▶ Source records:
╔══

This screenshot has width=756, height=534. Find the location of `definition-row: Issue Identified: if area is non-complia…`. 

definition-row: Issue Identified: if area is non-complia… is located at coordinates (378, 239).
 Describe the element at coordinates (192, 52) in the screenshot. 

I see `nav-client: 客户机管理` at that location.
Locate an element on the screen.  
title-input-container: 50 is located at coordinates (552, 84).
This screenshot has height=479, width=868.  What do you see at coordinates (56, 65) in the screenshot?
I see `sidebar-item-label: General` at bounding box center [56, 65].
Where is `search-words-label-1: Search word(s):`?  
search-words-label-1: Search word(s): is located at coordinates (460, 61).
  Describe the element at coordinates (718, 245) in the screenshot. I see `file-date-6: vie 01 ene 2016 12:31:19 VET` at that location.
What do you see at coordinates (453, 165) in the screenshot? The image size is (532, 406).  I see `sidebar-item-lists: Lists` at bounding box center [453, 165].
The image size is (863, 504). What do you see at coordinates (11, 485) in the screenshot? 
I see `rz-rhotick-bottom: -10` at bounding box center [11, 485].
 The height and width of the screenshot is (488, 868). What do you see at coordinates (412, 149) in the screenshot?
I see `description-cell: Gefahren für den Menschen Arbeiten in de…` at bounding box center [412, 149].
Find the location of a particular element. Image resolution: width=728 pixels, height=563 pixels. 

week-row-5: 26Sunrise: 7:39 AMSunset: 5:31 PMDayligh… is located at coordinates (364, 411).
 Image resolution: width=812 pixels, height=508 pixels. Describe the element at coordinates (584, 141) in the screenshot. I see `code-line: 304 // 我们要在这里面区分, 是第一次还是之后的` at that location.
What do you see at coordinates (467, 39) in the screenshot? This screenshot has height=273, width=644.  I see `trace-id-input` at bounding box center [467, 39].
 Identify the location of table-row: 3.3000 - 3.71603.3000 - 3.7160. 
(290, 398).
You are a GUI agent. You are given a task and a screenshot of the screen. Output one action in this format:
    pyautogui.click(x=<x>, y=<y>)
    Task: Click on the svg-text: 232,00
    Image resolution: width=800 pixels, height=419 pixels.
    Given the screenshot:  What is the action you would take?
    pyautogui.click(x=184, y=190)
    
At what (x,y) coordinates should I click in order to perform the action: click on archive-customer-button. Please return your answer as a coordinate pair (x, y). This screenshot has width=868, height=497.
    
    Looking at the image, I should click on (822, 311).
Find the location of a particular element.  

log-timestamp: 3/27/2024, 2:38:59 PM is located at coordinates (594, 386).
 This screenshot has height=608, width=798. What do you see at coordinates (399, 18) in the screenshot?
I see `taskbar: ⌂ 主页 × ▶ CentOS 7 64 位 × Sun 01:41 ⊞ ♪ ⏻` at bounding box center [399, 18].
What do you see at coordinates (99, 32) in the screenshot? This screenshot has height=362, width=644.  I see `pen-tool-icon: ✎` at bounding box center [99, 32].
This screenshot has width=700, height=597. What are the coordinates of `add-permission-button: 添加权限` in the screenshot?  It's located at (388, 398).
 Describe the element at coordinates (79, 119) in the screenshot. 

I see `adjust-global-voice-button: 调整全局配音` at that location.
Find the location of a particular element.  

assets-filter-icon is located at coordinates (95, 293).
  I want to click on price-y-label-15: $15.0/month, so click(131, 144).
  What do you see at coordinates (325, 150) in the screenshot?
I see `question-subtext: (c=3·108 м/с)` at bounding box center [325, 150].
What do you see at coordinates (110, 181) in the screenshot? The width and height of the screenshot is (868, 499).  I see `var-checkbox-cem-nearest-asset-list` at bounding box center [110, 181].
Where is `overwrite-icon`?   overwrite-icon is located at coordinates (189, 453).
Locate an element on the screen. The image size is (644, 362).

╚══

▶ What needs to be done:
Go through the records and copy each one exactly.

▶ Reply to the task:
This screenshot has width=756, height=534. Find the location of `definition-row: Issue Identified: if area is non-complia…`. 

definition-row: Issue Identified: if area is non-complia… is located at coordinates (378, 239).
 Describe the element at coordinates (192, 52) in the screenshot. 

I see `nav-client: 客户机管理` at that location.
Locate an element on the screen.  
title-input-container: 50 is located at coordinates (552, 84).
This screenshot has height=479, width=868.  What do you see at coordinates (56, 65) in the screenshot?
I see `sidebar-item-label: General` at bounding box center [56, 65].
Where is `search-words-label-1: Search word(s):`?  
search-words-label-1: Search word(s): is located at coordinates (460, 61).
  Describe the element at coordinates (718, 245) in the screenshot. I see `file-date-6: vie 01 ene 2016 12:31:19 VET` at that location.
What do you see at coordinates (453, 165) in the screenshot? The image size is (532, 406).  I see `sidebar-item-lists: Lists` at bounding box center [453, 165].
The image size is (863, 504). What do you see at coordinates (11, 485) in the screenshot? 
I see `rz-rhotick-bottom: -10` at bounding box center [11, 485].
 The height and width of the screenshot is (488, 868). What do you see at coordinates (412, 149) in the screenshot?
I see `description-cell: Gefahren für den Menschen Arbeiten in de…` at bounding box center [412, 149].
Find the location of a particular element. Image resolution: width=728 pixels, height=563 pixels. 

week-row-5: 26Sunrise: 7:39 AMSunset: 5:31 PMDayligh… is located at coordinates (364, 411).
 Image resolution: width=812 pixels, height=508 pixels. Describe the element at coordinates (584, 141) in the screenshot. I see `code-line: 304 // 我们要在这里面区分, 是第一次还是之后的` at that location.
What do you see at coordinates (467, 39) in the screenshot? This screenshot has height=273, width=644.  I see `trace-id-input` at bounding box center [467, 39].
 Identify the location of table-row: 3.3000 - 3.71603.3000 - 3.7160. 
(290, 398).
You are a GUI agent. You are given a task and a screenshot of the screen. Output one action in this format:
    pyautogui.click(x=<x>, y=<y>)
    Task: Click on the svg-text: 232,00
    Image resolution: width=800 pixels, height=419 pixels.
    Given the screenshot:  What is the action you would take?
    pyautogui.click(x=184, y=190)
    
At what (x,y) coordinates should I click in order to perform the action: click on archive-customer-button. Please return your answer as a coordinate pair (x, y). This screenshot has width=868, height=497.
    
    Looking at the image, I should click on (822, 311).
Find the location of a particular element.  

log-timestamp: 3/27/2024, 2:38:59 PM is located at coordinates (594, 386).
 This screenshot has height=608, width=798. What do you see at coordinates (399, 18) in the screenshot?
I see `taskbar: ⌂ 主页 × ▶ CentOS 7 64 位 × Sun 01:41 ⊞ ♪ ⏻` at bounding box center [399, 18].
What do you see at coordinates (99, 32) in the screenshot? This screenshot has height=362, width=644.  I see `pen-tool-icon: ✎` at bounding box center [99, 32].
This screenshot has width=700, height=597. What are the coordinates of `add-permission-button: 添加权限` in the screenshot?  It's located at (388, 398).
 Describe the element at coordinates (79, 119) in the screenshot. 

I see `adjust-global-voice-button: 调整全局配音` at that location.
Find the location of a particular element.  

assets-filter-icon is located at coordinates (95, 293).
  I want to click on price-y-label-15: $15.0/month, so click(131, 144).
  What do you see at coordinates (325, 150) in the screenshot?
I see `question-subtext: (c=3·108 м/с)` at bounding box center [325, 150].
What do you see at coordinates (110, 181) in the screenshot? The width and height of the screenshot is (868, 499).  I see `var-checkbox-cem-nearest-asset-list` at bounding box center [110, 181].
Where is `overwrite-icon`?   overwrite-icon is located at coordinates (189, 453).
Locate an element on the screen. The image size is (644, 362).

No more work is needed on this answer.